As I learned to speak and to comprehend, I found out the cause of those pains. I was told by the tall, smiling blond woman who taught me to call her “Mother”. She explained that I had been born with no opening in the top of my skull – so needed for bone and brain expansion – and that the man of the house – “Doctor” – had made such an opening, governing the growth of my cranium and later stopping the hole with a silver plate. My jaw, too, had been altered with silver, for when I was born it had been too shallow and narrow to give my tongue play. The building of a chin for me and the remodeling of several tongue-muscles had made it possible for me to speak. I learned before the baby did, by several months. I learned to say “Mother,” “Doctor,” to call the baby “Sidney” and myself “Congo”. Later I could make my wants known although, as this writing shows and will show, I was never fluent.

Doctor used to come into the nursery and make notes by the hour, watching my every move and pricking up his ears at my every sound. He was a stout, high-shouldered man, with a strong, square beard. He acted grave – almost stern – where I was involved. But with baby Sidney he played most tenderly. I used to feel hurt and would go to Mother for sympathy. She had enough for me and Sidney, too. She would pick me up and cuddle me and laugh – give me her cheek to kiss.

Once or twice Doctor scowled, and once I overheard him talking to Mother just beyond the nursery door. I understood pretty well even then, and since that time I have filled in details of the conversation.

“I tell you, I don’t like it,” he snapped. “Showering attentions on that creature.”

She gave him a ready laugh. “Poor little Congo!”

“Congo’s an ape, for all my surgery,” he replied coldly. “Sidney is your son, and Sidney alone. The other is an experiment – like a shake-up of chemicals in a tube, or a grafting of twigs on a tree.”

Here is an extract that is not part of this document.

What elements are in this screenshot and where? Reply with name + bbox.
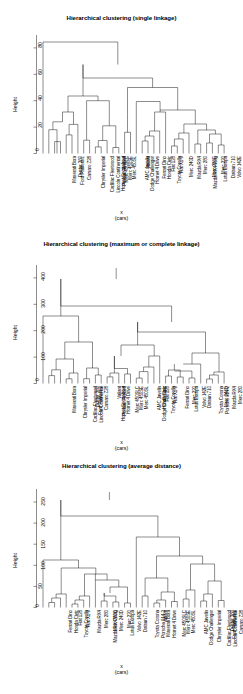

“Let me remind you,” said Mother, still good-natured, “that when you brought him from the zoo, you said he must live here as a human child, on equal terms with Sidney. That, remember, was part of the experiment. And so are affection and companionship.”

“Ah, the little beast!” Doctor almost snarled. “Sometimes I wish I hadn’t begun these observations.”

“But you have. You increased his brain powers and made it possible for him to speak. He’s brighter than any human child his age.”

“Apes mature quickly. He’ll come to the peak of development and Sidney will forge ahead. That always happens in these experiments.”

“These experiments have always been performed with ordinary ape-children before,” said Mother. “With your operations you’ve given him something, at least, of human character. So give him something of human consideration as well.”